2017 Rate Request Early Look: Indiana

Last year, Indiana was one of only two states to see virtually flat year over year premium increases on the ACA-compliant individual market, with rates going up a mere 0.7% on average. This year, unfortunately, that won't be the case...although at least one carrier, Celtic, is reducing their average rates by over 5%.

The good news is that I was able to track down the average rate change for all 6 carriers offering individual plans in Indiana (UnitedHealthcare is dropping out of the market, and I'm not sure what's going on with Aetna and Coordinated Care Corporation, both of which do have listings in Indiana's SERFF database for 2017...but neither of which has any actual filings listed. I presume these are placeholders for them to potentially enter the state market, which would be a good thing (and which Aetna has already indicated they might be doing next year). In addition, Golden Rule says that they'll be offering ACA-compliant policies starting next year as well (mainly for their current "transitional" enrollees).

The bad news is that while I've hunted down the current enrollment numbers for 5 of the 6 renewing carriers, one of them, MDwise, is frustratingly unknown, making it tricky to calculate a weighted average rate hike. Actually, I only have hard numbers for 4 carriers; for Celtic I had to cheat a bit by using their projected enrollment for next year. At 197,000 member months, that's an average of around 16,400 enrollees both on & off the exchange.

Without MDwise included, the average of the other 5 carriers comes in at 19.25%. However, MDwise is only (only is relative, I realize) requesting an 11.5% average hike, so any additional enrollees from them would bring that average down somewhat. The problem is figuring out how many current enrollees MDwise has:

If you tally up all 5 of the other carriers, you get around 152,000 people. However, Indiana's individual market was over 230,000 in 2014, and has likely grown a good 25% or so since then (from 15.6 million to around 19.5 million nationally), so it's probably up to nearly 290,000 today. I'm assuming that perhaps 10% of these are still enrolled in grandfathered or transitional plans, but that still means that a good 108,000 people are "missing" from the table above.

Some are presumably being dropped from UnitedHealthcare, others from MDwise...but I have no idea how many that might be. The best case scenario would be if MDwise has every single one of them, or 42% of the total; if that's the case, the overall weighted average drops to a 16.0% increase.

Therefore, until further notice, I'm going to assume that Indiana's requested weighted average increase is somewhere between a 16.0 - 19.2%. Using the midpoint (these are all estimates anyway) gives me 17.6%.

UPDATE: OK, never mind; thanks to farmbellpsu for the catch; I've found MDwise's total current enrollment after all; it's around 29.4K, bringing the overall average requests in at 18% even.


Exercise prompt: Go through the data below and return each line where the string "corporate" appears.

Records for processing:
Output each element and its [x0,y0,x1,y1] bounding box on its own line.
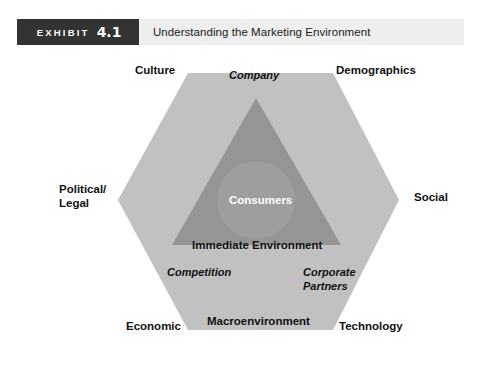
label-corporate-partners: Corporate Partners [303,266,356,293]
label-corporate-partners-line1: Corporate [303,266,356,280]
label-corporate-partners-line2: Partners [303,280,356,294]
label-political-legal-line1: Political/ [59,183,106,197]
label-macroenvironment: Macroenvironment [207,315,310,329]
label-company: Company [229,69,279,83]
label-demographics: Demographics [336,64,416,78]
exhibit-label: EXHIBIT [35,27,90,38]
label-economic: Economic [126,320,181,334]
label-political-legal-line2: Legal [59,197,106,211]
label-immediate-environment: Immediate Environment [192,239,322,253]
label-technology: Technology [339,320,403,334]
exhibit-title: Understanding the Marketing Environment [139,19,464,45]
label-culture: Culture [135,64,175,78]
label-consumers: Consumers [229,194,292,208]
exhibit-tag-badge: EXHIBIT 4.1 [17,19,139,45]
exhibit-header: EXHIBIT 4.1 Understanding the Marketing … [17,19,464,45]
label-competition: Competition [167,266,231,280]
label-social: Social [414,191,448,205]
exhibit-number: 4.1 [97,24,122,40]
label-political-legal: Political/ Legal [59,183,106,210]
marketing-environment-diagram: Culture Demographics Political/ Legal So… [0,52,481,367]
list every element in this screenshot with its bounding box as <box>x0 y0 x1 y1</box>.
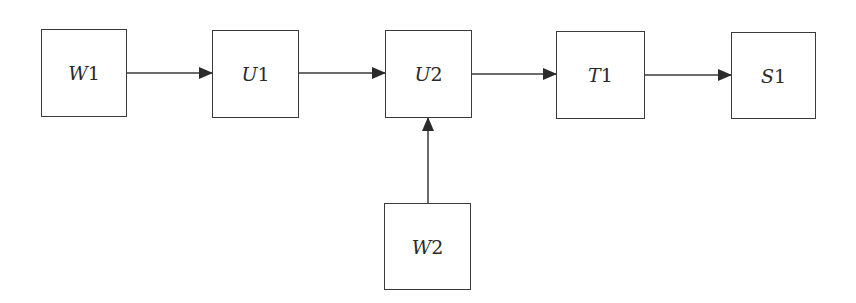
node-w2: W2 <box>384 203 471 290</box>
node-u2-index: 2 <box>430 63 442 85</box>
node-t1: T1 <box>556 31 645 119</box>
node-t1-variable: T <box>588 64 601 86</box>
node-u1-variable: U <box>241 63 257 85</box>
node-u2: U2 <box>385 30 472 118</box>
node-s1-index: 1 <box>774 65 786 87</box>
node-w1-index: 1 <box>88 62 100 84</box>
node-u1: U1 <box>212 30 299 118</box>
node-u1-index: 1 <box>257 63 269 85</box>
node-w2-variable: W <box>412 236 432 258</box>
node-w1-variable: W <box>68 62 88 84</box>
node-s1: S1 <box>731 32 816 119</box>
node-w1: W1 <box>41 29 127 117</box>
node-u2-variable: U <box>414 63 430 85</box>
flow-diagram: W1 U1 U2 T1 S1 W2 <box>0 0 856 303</box>
node-s1-variable: S <box>761 65 774 87</box>
node-w2-index: 2 <box>431 236 443 258</box>
node-t1-index: 1 <box>601 64 613 86</box>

Result of the exercise:
label-corporate-partners: Corporate Partners [303,266,356,293]
label-corporate-partners-line1: Corporate [303,266,356,280]
label-corporate-partners-line2: Partners [303,280,356,294]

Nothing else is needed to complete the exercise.